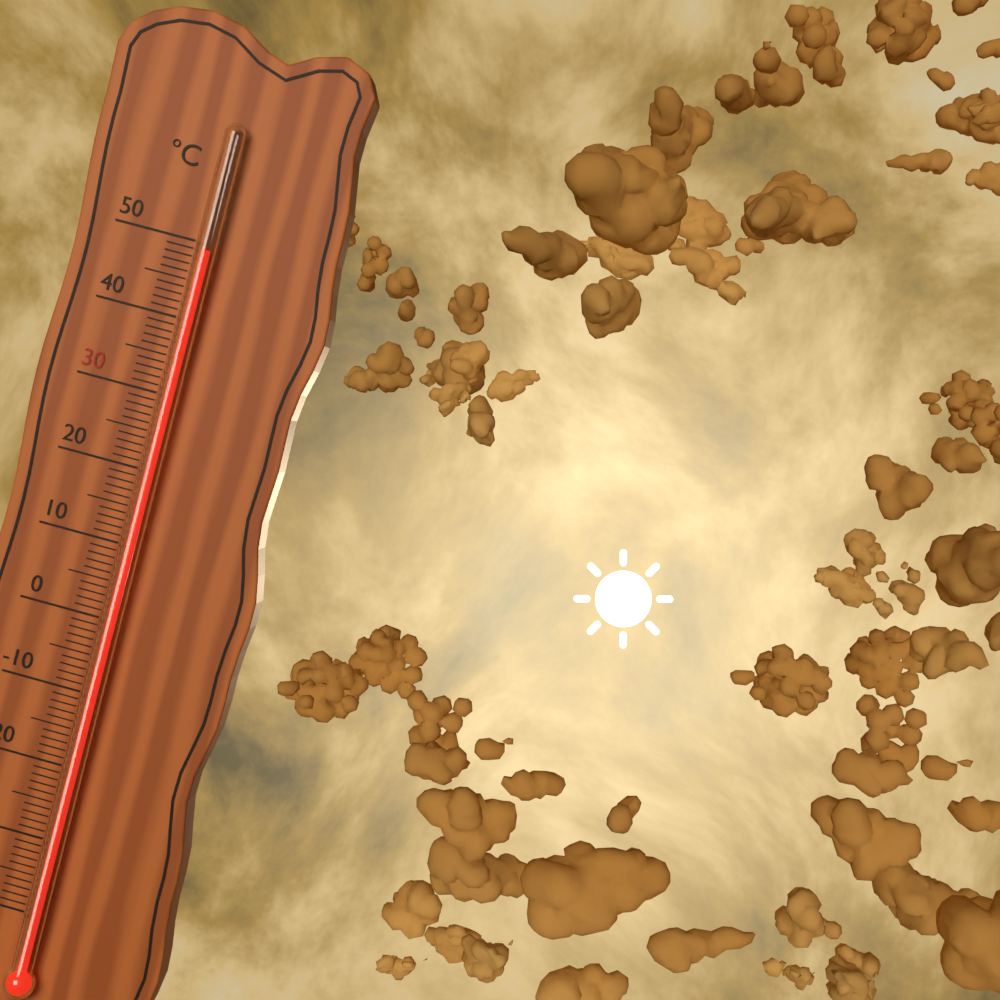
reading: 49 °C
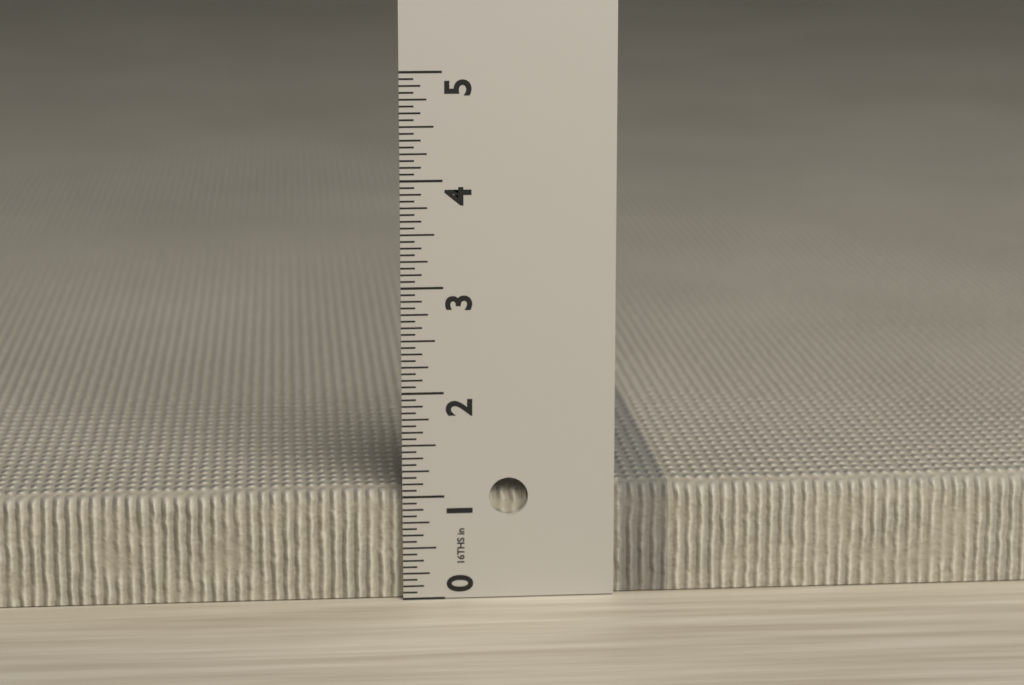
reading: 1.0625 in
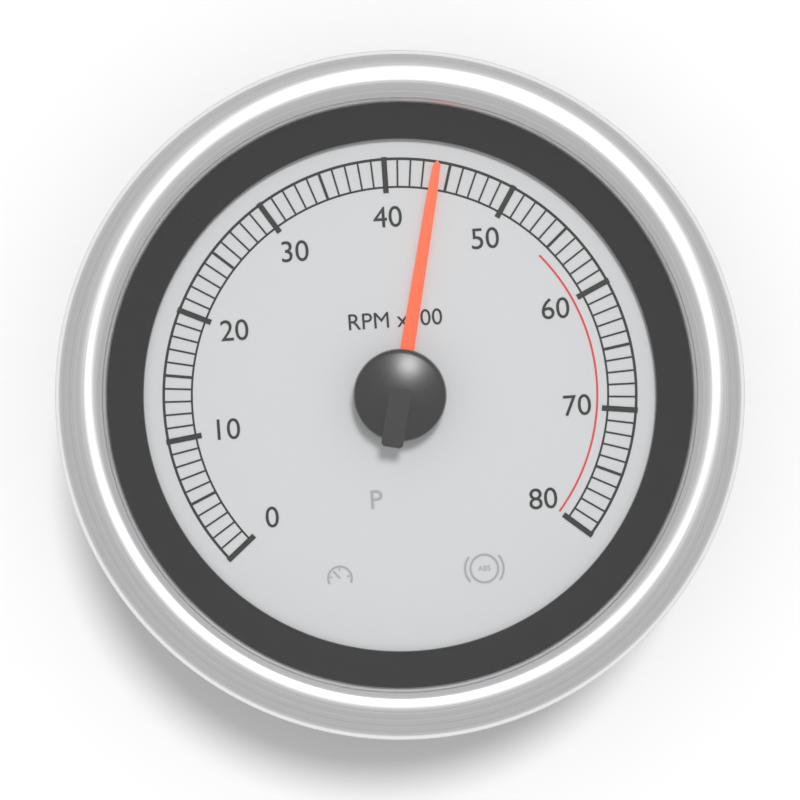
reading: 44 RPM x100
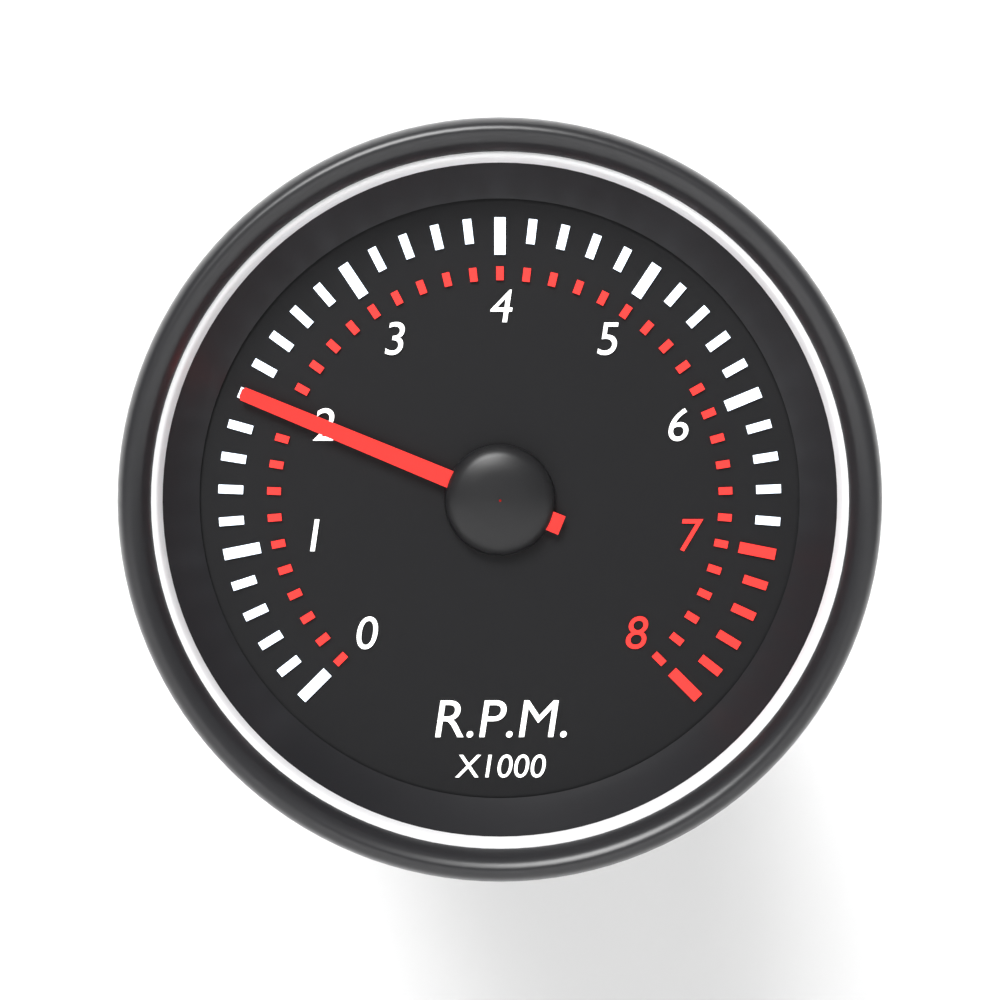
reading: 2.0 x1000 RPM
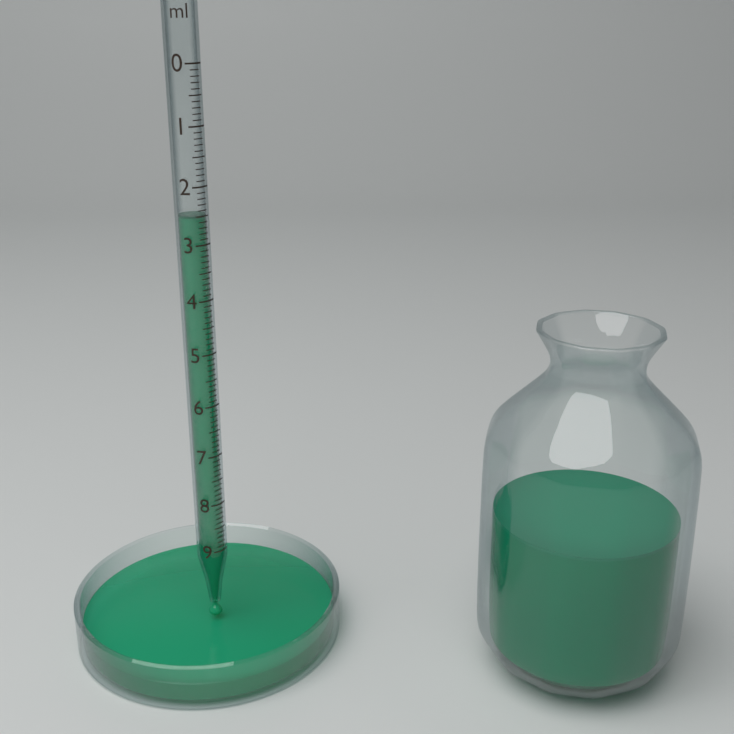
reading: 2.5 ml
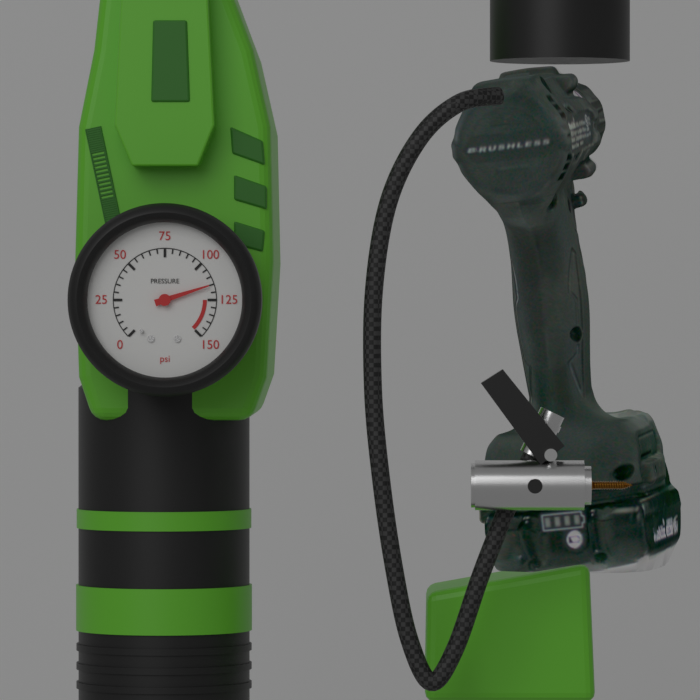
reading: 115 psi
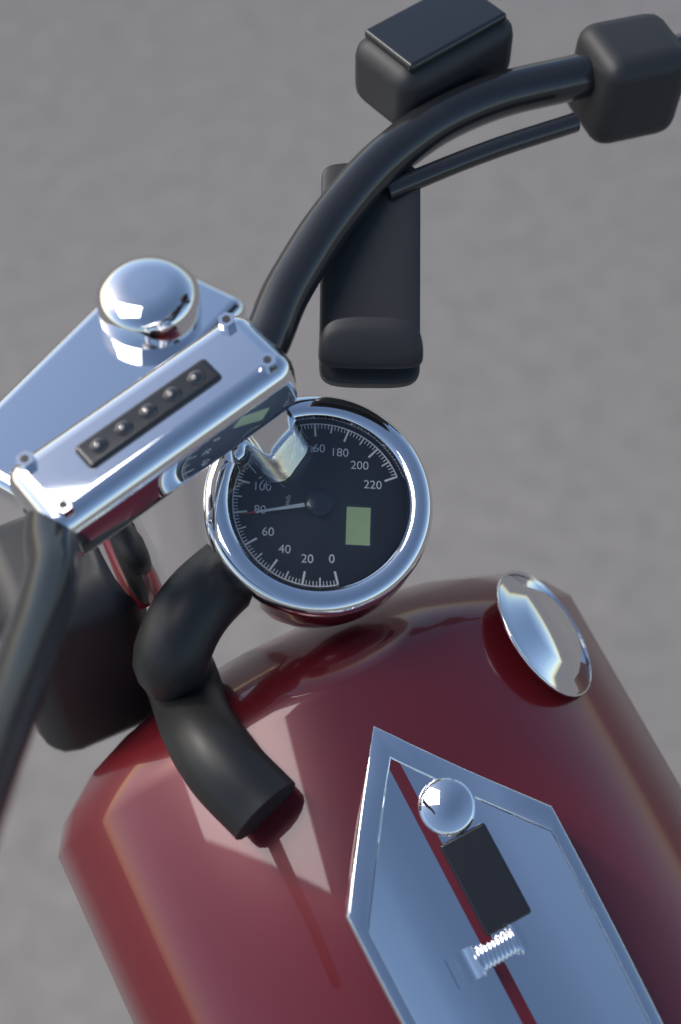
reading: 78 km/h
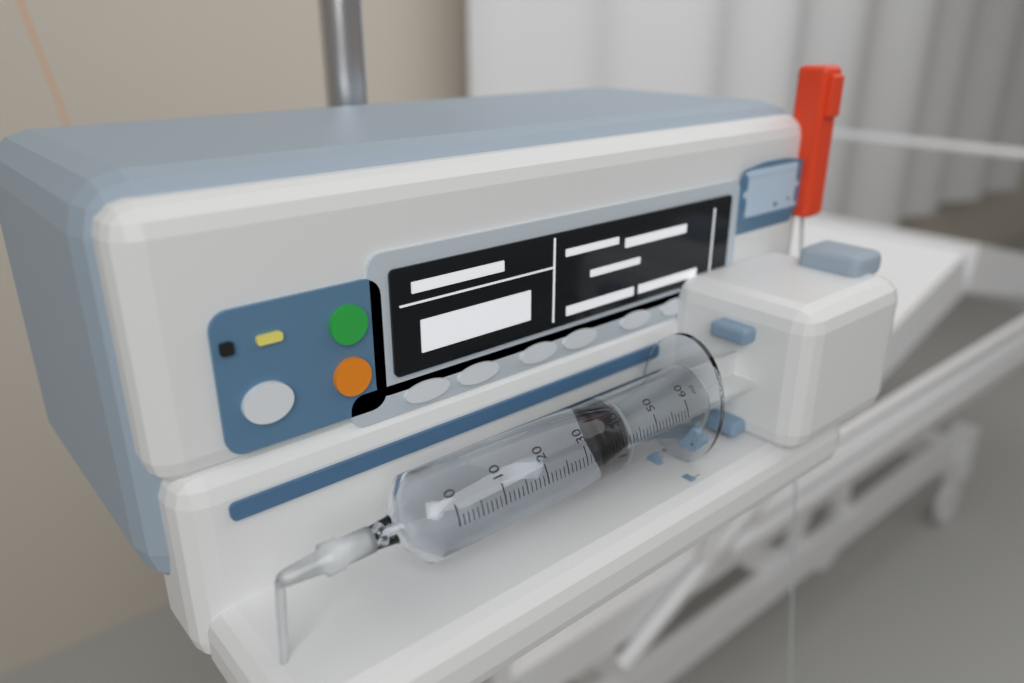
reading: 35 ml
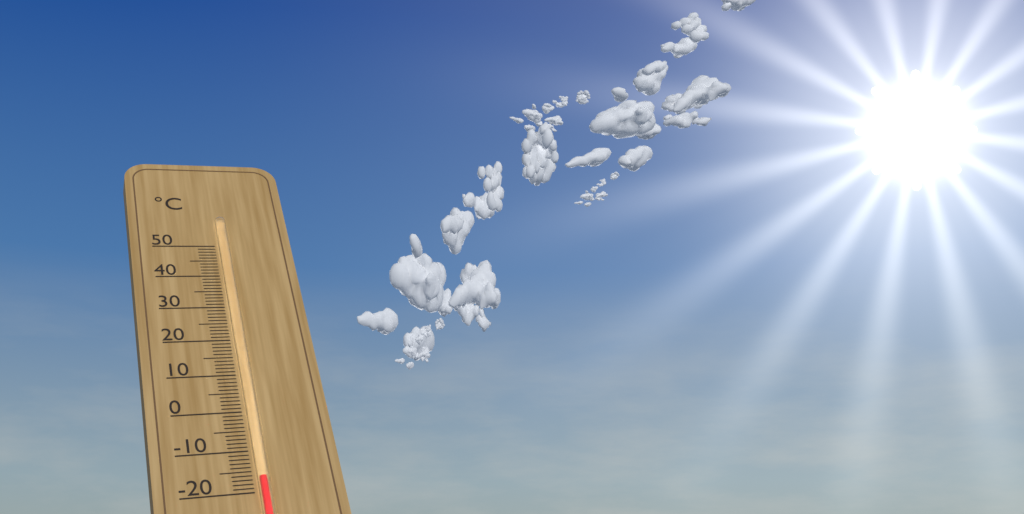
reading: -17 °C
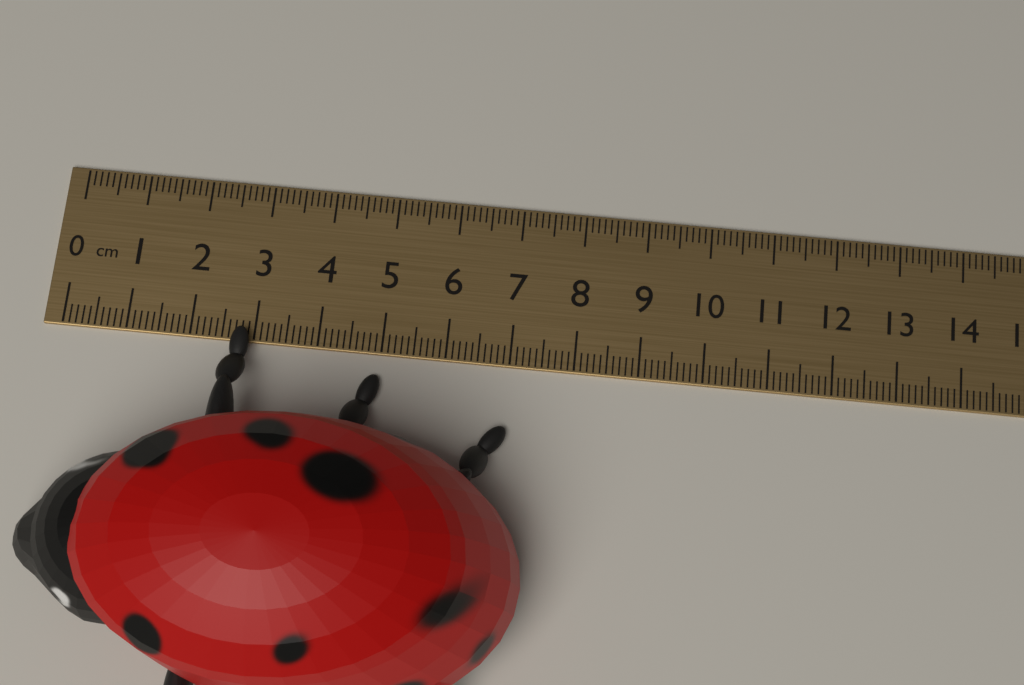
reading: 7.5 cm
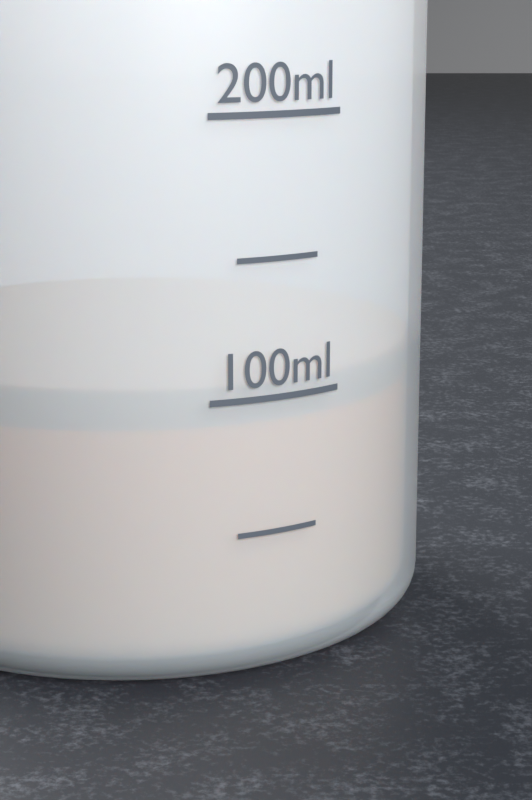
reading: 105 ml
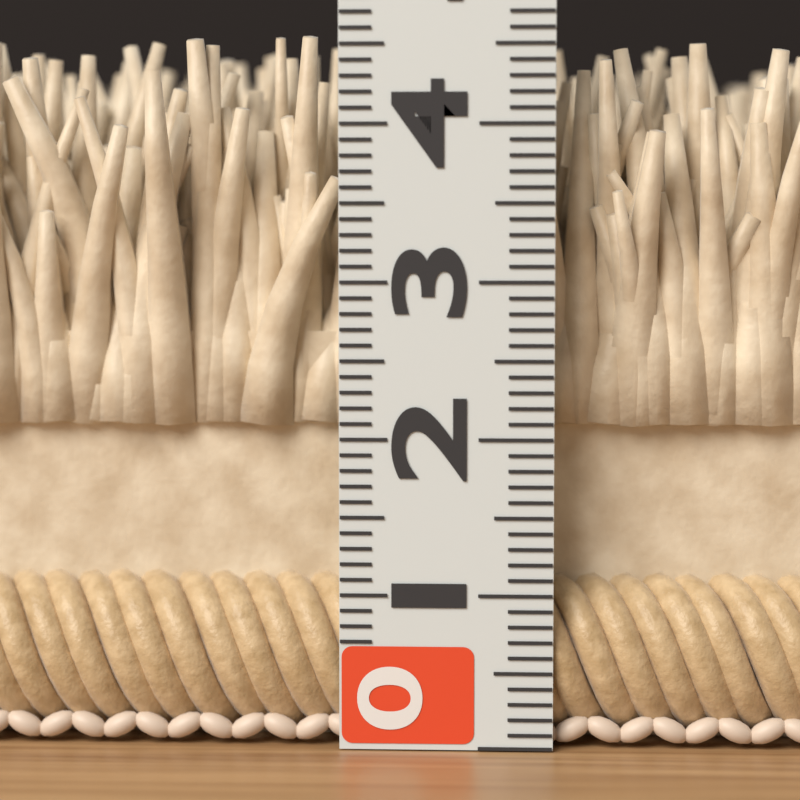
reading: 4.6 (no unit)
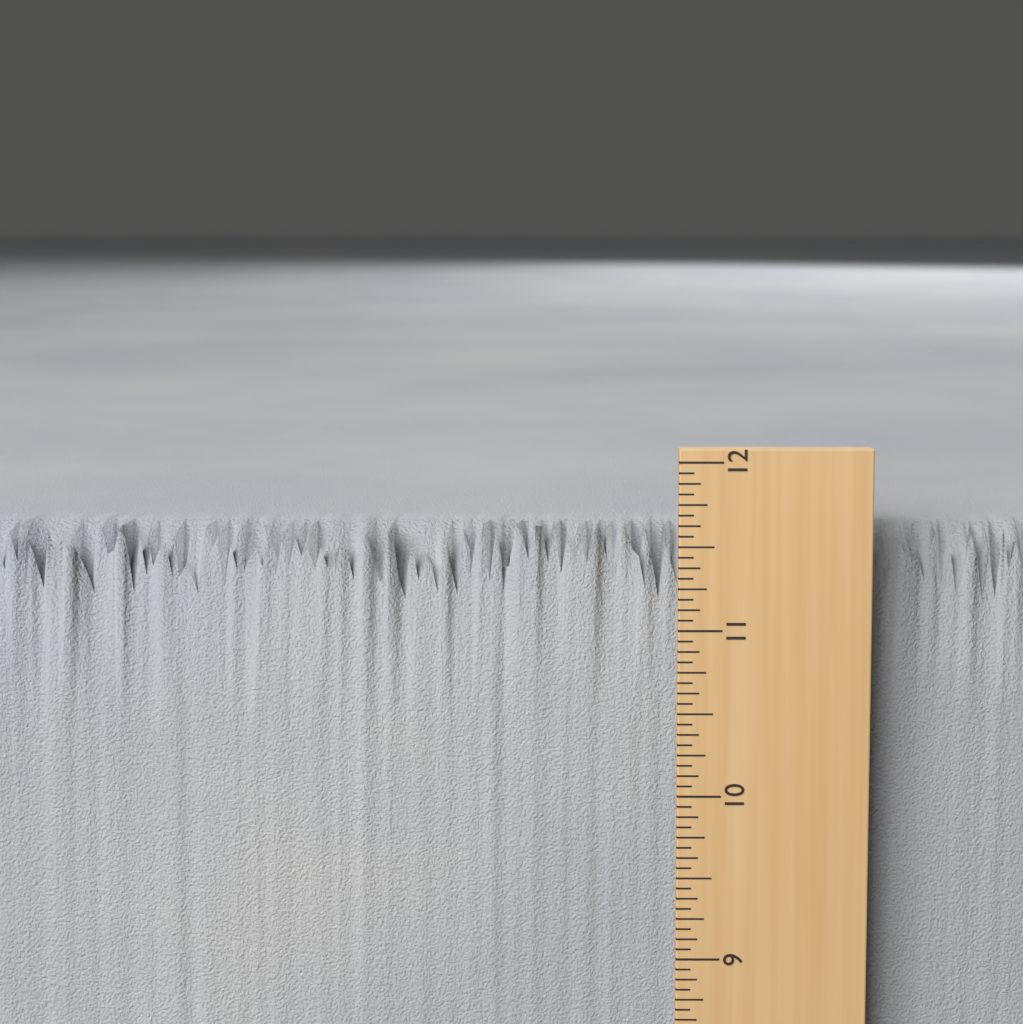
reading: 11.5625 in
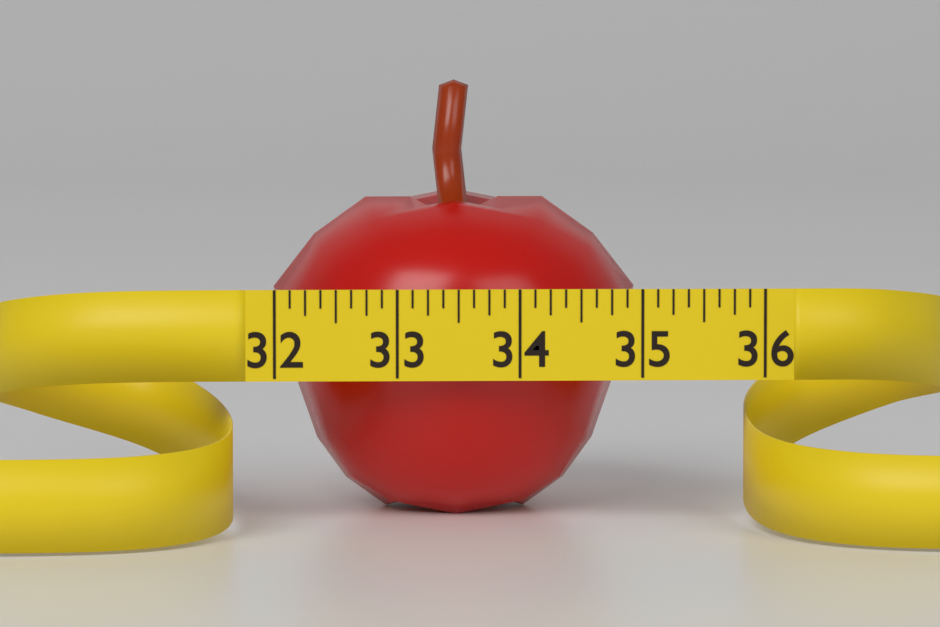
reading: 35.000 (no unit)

Problem to work on -
The whole listing above is to be repeated exactly, apart from its pictures.

Output of the task -
reading: 49 °C
reading: 1.0625 in
reading: 44 RPM x100
reading: 2.0 x1000 RPM
reading: 2.5 ml
reading: 115 psi
reading: 78 km/h
reading: 35 ml
reading: -17 °C
reading: 7.5 cm
reading: 105 ml
reading: 4.6 (no unit)
reading: 11.5625 in
reading: 35.000 (no unit)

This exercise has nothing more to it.